A Center Controller reported they issued a direct routing to a helicopter which placed it 100 ft. below the Minimum Enroute Altitude.
Synopsis
A Center Controller reported they issued a direct routing to a helicopter which placed it 100 ft. below the Minimum Enroute Altitude.
Narrative
I was working the midshift. Aircraft X was a medevac departed ZZZ area enroute to ZZZ1 (hospital helipad around ZZZ2). The aircraft picked up their IFR in the air requesting 3000 ft cruise altitude. I cleared the Aircraft X as filed direct ZZZ1 maintain 3;000 ft. I did not realize their route eventually put them through the small circled area that has an MEA of 3;100 ft. I only became aware after they had already entered this area that they were 100 feet low. The event occurred because I failed to consider that small area in that had an MEA at 3100 ft. But I should have checked that considering the aircraft was so low on IFR flight plan.I don't think there is any change necessary to prevent re-occurrence of this event. I'd just say that personally I should have had more awareness of the airspace and MEAs and checked if the aircraft was going to go through any areas with an MEA higher than 3;000 ft. Thankfully the aircraft was only 100 ft. low for a short time and there was no incident. However I will be extra careful to avoid this mistake in the future.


All the data should be printed again exactly as written.

──────────────────────────────

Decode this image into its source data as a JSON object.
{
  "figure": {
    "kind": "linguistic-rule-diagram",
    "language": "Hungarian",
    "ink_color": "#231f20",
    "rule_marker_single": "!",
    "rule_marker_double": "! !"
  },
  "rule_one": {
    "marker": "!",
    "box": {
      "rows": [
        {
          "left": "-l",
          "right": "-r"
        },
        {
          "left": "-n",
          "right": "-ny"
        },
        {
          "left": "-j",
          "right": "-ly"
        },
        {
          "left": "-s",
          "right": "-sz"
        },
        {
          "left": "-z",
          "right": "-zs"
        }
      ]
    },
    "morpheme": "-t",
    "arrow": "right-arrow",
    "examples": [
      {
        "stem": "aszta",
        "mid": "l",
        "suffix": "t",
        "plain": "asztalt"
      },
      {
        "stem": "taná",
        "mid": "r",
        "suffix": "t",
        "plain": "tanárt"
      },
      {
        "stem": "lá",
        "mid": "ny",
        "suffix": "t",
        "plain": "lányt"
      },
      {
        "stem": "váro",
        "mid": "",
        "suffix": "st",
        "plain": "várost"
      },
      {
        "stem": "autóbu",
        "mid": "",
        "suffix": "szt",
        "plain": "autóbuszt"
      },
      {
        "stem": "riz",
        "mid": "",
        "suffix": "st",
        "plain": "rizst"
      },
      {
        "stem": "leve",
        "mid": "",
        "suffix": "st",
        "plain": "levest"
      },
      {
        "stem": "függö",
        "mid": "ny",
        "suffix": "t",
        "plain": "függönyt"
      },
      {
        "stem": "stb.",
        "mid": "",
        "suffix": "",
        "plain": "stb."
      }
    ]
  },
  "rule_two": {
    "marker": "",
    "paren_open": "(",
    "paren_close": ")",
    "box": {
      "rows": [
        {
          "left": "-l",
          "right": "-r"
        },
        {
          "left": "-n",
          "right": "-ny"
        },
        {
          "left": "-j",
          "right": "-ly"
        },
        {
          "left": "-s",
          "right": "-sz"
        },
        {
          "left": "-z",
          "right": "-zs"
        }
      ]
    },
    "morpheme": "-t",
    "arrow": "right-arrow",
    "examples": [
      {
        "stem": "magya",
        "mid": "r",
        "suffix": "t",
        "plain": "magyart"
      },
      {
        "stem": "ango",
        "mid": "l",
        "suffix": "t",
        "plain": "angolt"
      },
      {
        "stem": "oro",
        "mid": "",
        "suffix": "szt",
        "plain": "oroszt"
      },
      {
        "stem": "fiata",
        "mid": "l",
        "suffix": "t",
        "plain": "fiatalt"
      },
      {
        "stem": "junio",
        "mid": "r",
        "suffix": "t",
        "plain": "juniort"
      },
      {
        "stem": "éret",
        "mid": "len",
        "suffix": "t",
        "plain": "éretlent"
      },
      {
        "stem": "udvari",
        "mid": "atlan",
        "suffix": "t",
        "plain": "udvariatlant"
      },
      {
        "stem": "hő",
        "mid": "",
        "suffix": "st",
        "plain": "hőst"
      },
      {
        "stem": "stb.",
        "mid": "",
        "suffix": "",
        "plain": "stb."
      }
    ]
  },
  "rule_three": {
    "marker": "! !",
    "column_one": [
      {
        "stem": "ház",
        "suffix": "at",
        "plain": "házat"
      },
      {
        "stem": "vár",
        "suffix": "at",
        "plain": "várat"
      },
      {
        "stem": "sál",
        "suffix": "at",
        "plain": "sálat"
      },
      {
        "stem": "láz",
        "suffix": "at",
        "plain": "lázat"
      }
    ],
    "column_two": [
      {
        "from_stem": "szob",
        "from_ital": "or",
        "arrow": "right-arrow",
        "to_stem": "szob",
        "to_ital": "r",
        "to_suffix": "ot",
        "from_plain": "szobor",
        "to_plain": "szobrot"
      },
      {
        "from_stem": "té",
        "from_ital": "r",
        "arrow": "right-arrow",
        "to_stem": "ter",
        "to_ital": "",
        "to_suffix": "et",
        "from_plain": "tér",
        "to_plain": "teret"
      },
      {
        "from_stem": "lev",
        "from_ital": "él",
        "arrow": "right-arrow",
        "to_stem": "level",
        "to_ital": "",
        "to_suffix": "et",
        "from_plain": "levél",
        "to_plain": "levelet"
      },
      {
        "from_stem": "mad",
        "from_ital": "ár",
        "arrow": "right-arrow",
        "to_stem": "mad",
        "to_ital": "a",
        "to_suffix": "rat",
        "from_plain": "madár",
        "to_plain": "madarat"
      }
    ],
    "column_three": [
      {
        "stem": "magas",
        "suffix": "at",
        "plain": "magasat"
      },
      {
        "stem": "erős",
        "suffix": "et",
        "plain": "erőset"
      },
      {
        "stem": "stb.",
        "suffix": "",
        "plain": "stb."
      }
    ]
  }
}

──────────────────────────────

### ANSWER BOX
Decode this image into its source data as a JSON object.
{
  "figure": {
    "kind": "linguistic-rule-diagram",
    "language": "Hungarian",
    "ink_color": "#231f20",
    "rule_marker_single": "!",
    "rule_marker_double": "! !"
  },
  "rule_one": {
    "marker": "!",
    "box": {
      "rows": [
        {
          "left": "-l",
          "right": "-r"
        },
        {
          "left": "-n",
          "right": "-ny"
        },
        {
          "left": "-j",
          "right": "-ly"
        },
        {
          "left": "-s",
          "right": "-sz"
        },
        {
          "left": "-z",
          "right": "-zs"
        }
      ]
    },
    "morpheme": "-t",
    "arrow": "right-arrow",
    "examples": [
      {
        "stem": "aszta",
        "mid": "l",
        "suffix": "t",
        "plain": "asztalt"
      },
      {
        "stem": "taná",
        "mid": "r",
        "suffix": "t",
        "plain": "tanárt"
      },
      {
        "stem": "lá",
        "mid": "ny",
        "suffix": "t",
        "plain": "lányt"
      },
      {
        "stem": "váro",
        "mid": "",
        "suffix": "st",
        "plain": "várost"
      },
      {
        "stem": "autóbu",
        "mid": "",
        "suffix": "szt",
        "plain": "autóbuszt"
      },
      {
        "stem": "riz",
        "mid": "",
        "suffix": "st",
        "plain": "rizst"
      },
      {
        "stem": "leve",
        "mid": "",
        "suffix": "st",
        "plain": "levest"
      },
      {
        "stem": "függö",
        "mid": "ny",
        "suffix": "t",
        "plain": "függönyt"
      },
      {
        "stem": "stb.",
        "mid": "",
        "suffix": "",
        "plain": "stb."
      }
    ]
  },
  "rule_two": {
    "marker": "",
    "paren_open": "(",
    "paren_close": ")",
    "box": {
      "rows": [
        {
          "left": "-l",
          "right": "-r"
        },
        {
          "left": "-n",
          "right": "-ny"
        },
        {
          "left": "-j",
          "right": "-ly"
        },
        {
          "left": "-s",
          "right": "-sz"
        },
        {
          "left": "-z",
          "right": "-zs"
        }
      ]
    },
    "morpheme": "-t",
    "arrow": "right-arrow",
    "examples": [
      {
        "stem": "magya",
        "mid": "r",
        "suffix": "t",
        "plain": "magyart"
      },
      {
        "stem": "ango",
        "mid": "l",
        "suffix": "t",
        "plain": "angolt"
      },
      {
        "stem": "oro",
        "mid": "",
        "suffix": "szt",
        "plain": "oroszt"
      },
      {
        "stem": "fiata",
        "mid": "l",
        "suffix": "t",
        "plain": "fiatalt"
      },
      {
        "stem": "junio",
        "mid": "r",
        "suffix": "t",
        "plain": "juniort"
      },
      {
        "stem": "éret",
        "mid": "len",
        "suffix": "t",
        "plain": "éretlent"
      },
      {
        "stem": "udvari",
        "mid": "atlan",
        "suffix": "t",
        "plain": "udvariatlant"
      },
      {
        "stem": "hő",
        "mid": "",
        "suffix": "st",
        "plain": "hőst"
      },
      {
        "stem": "stb.",
        "mid": "",
        "suffix": "",
        "plain": "stb."
      }
    ]
  },
  "rule_three": {
    "marker": "! !",
    "column_one": [
      {
        "stem": "ház",
        "suffix": "at",
        "plain": "házat"
      },
      {
        "stem": "vár",
        "suffix": "at",
        "plain": "várat"
      },
      {
        "stem": "sál",
        "suffix": "at",
        "plain": "sálat"
      },
      {
        "stem": "láz",
        "suffix": "at",
        "plain": "lázat"
      }
    ],
    "column_two": [
      {
        "from_stem": "szob",
        "from_ital": "or",
        "arrow": "right-arrow",
        "to_stem": "szob",
        "to_ital": "r",
        "to_suffix": "ot",
        "from_plain": "szobor",
        "to_plain": "szobrot"
      },
      {
        "from_stem": "té",
        "from_ital": "r",
        "arrow": "right-arrow",
        "to_stem": "ter",
        "to_ital": "",
        "to_suffix": "et",
        "from_plain": "tér",
        "to_plain": "teret"
      },
      {
        "from_stem": "lev",
        "from_ital": "él",
        "arrow": "right-arrow",
        "to_stem": "level",
        "to_ital": "",
        "to_suffix": "et",
        "from_plain": "levél",
        "to_plain": "levelet"
      },
      {
        "from_stem": "mad",
        "from_ital": "ár",
        "arrow": "right-arrow",
        "to_stem": "mad",
        "to_ital": "a",
        "to_suffix": "rat",
        "from_plain": "madár",
        "to_plain": "madarat"
      }
    ],
    "column_three": [
      {
        "stem": "magas",
        "suffix": "at",
        "plain": "magasat"
      },
      {
        "stem": "erős",
        "suffix": "et",
        "plain": "erőset"
      },
      {
        "stem": "stb.",
        "suffix": "",
        "plain": "stb."
      }
    ]
  }
}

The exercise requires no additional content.